Shared ground
These verses close out 1 John’s main aims: the writer addresses people who already believe “in the name of the Son of God,” and he says his writing is meant to produce knowledge—settled certainty—that they have eternal life (v.13). The text presents assurance as something grounded in what has been written about the Son (vv.11–12 just before this) rather than in a vague feeling.
The passage then links that assurance to “boldness” toward God in prayer (v.14). This boldness is real access, but not a blank check: asking is framed by a condition—“according to his will.” Under that condition, God “listens/hears.” The writer then draws a conclusion: if believers know God hears, they can also know they “have” the petitions asked (v.15). The argument is step-by-step: confidence → asking → God’s hearing → confident possession of what is asked.
Where interpretation differs (only where needed)
What “these things” refers to (v.13). Some take it as the whole letter; others take it as the immediately preceding section. Either way, v.13 functions as a purpose statement aimed at strengthening certainty about eternal life for those already believing.
What it means to “have” the petitions (v.15). Some read this as the requests being granted immediately. Others read it as assurance that God has secured the answer, even if its timing or form is not yet visible. Both readings try to honor the text’s strong confidence language while also accounting for the stated condition (“according to his will”).
Why the disagreement exists
The wording in v.15 is very strong (“we know… we have the petitions”), but the passage does not spell out when the petition becomes visible or how God’s will shapes the outcome. Also, v.13’s “these things” is naturally ambiguous: it can point backward to a portion or summarize the whole message.
What this passage clearly contributes
Explicitly, the passage teaches that the writer’s goal is assurance of eternal life for those who believe in the Son’s name (v.13), and that believers have a kind of boldness in approaching God (v.14). It also explicitly states a condition for confident prayer: requests aligned with God’s will are heard (v.14), and God’s hearing is presented as the basis for knowing the petitions are truly secured (v.15). Theologically inferred (but consistent with the logic) is that Christian confidence in prayer is not mainly confidence in personal power, but confidence in God’s attentive response to will-aligned asking (vv.14–15).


#### DIRECTIONS
The number needed is how many lines in these entries contain "this"; give it alone.

━━━━━━━━━━━━━━━━

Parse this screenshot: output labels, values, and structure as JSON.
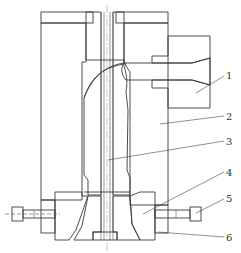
{
  "diagram": {
    "type": "engineering-cross-section",
    "colors": {
      "line": "#3a3a3a",
      "hatch": "#7a7a7a",
      "background": "#ffffff"
    },
    "callouts": [
      {
        "id": "1",
        "label": "1",
        "part": "side feed block"
      },
      {
        "id": "2",
        "label": "2",
        "part": "die body"
      },
      {
        "id": "3",
        "label": "3",
        "part": "mandrel"
      },
      {
        "id": "4",
        "label": "4",
        "part": "die ring"
      },
      {
        "id": "5",
        "label": "5",
        "part": "adjusting bolt"
      },
      {
        "id": "6",
        "label": "6",
        "part": "die insert"
      }
    ]
  }
}
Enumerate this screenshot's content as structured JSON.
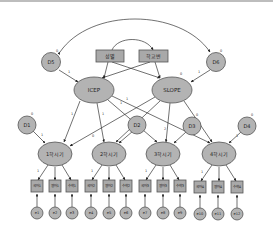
{
  "diagram": {
    "type": "structural-equation-model (latent growth)",
    "covariates": [
      {
        "id": "sex",
        "label": "성별"
      },
      {
        "id": "school",
        "label": "학교변"
      }
    ],
    "growth_factors": [
      {
        "id": "icep",
        "label": "ICEP",
        "variance_label": ""
      },
      {
        "id": "slope",
        "label": "SLOPE",
        "variance_label": "0"
      }
    ],
    "factor_disturbances": [
      {
        "id": "d5",
        "label": "D5",
        "weight": "0",
        "path": "1"
      },
      {
        "id": "d6",
        "label": "D6",
        "weight": "0",
        "path": "1"
      }
    ],
    "time_factors": [
      {
        "id": "t1",
        "label": "1학시기",
        "disturbance": "D1",
        "d_weight": "0",
        "d_path": "1",
        "icep_path": "1",
        "slope_path": "0"
      },
      {
        "id": "t2",
        "label": "2학시기",
        "disturbance": "D2",
        "d_weight": "0",
        "d_path": "1",
        "icep_path": "1",
        "slope_path": "1"
      },
      {
        "id": "t3",
        "label": "3학시기",
        "disturbance": "D3",
        "d_weight": "0",
        "d_path": "1",
        "icep_path": "1",
        "slope_path": "2"
      },
      {
        "id": "t4",
        "label": "4학시기",
        "disturbance": "D4",
        "d_weight": "0",
        "d_path": "1",
        "icep_path": "1",
        "slope_path": "3"
      }
    ],
    "indicators": [
      {
        "label": "국어1",
        "error": "e1"
      },
      {
        "label": "영어1",
        "error": "e2"
      },
      {
        "label": "수학1",
        "error": "e3"
      },
      {
        "label": "국어2",
        "error": "e4"
      },
      {
        "label": "영어2",
        "error": "e5"
      },
      {
        "label": "수학2",
        "error": "e6"
      },
      {
        "label": "국어3",
        "error": "e7"
      },
      {
        "label": "영어3",
        "error": "e8"
      },
      {
        "label": "수학3",
        "error": "e9"
      },
      {
        "label": "국어4",
        "error": "e10"
      },
      {
        "label": "영어4",
        "error": "e11"
      },
      {
        "label": "수학4",
        "error": "e12"
      }
    ],
    "error_weight": "0",
    "error_path": "1",
    "loading_first": "1",
    "colors": {
      "node_fill": "#b3b3b3",
      "box_fill": "#a9a9a9",
      "stroke": "#555555",
      "edge": "#333333"
    }
  }
}
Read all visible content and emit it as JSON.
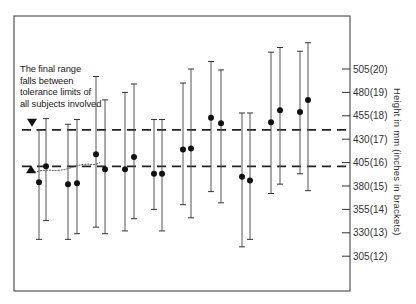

━━━━━━━━━━━━━━━━

#### ANSWER BOX
2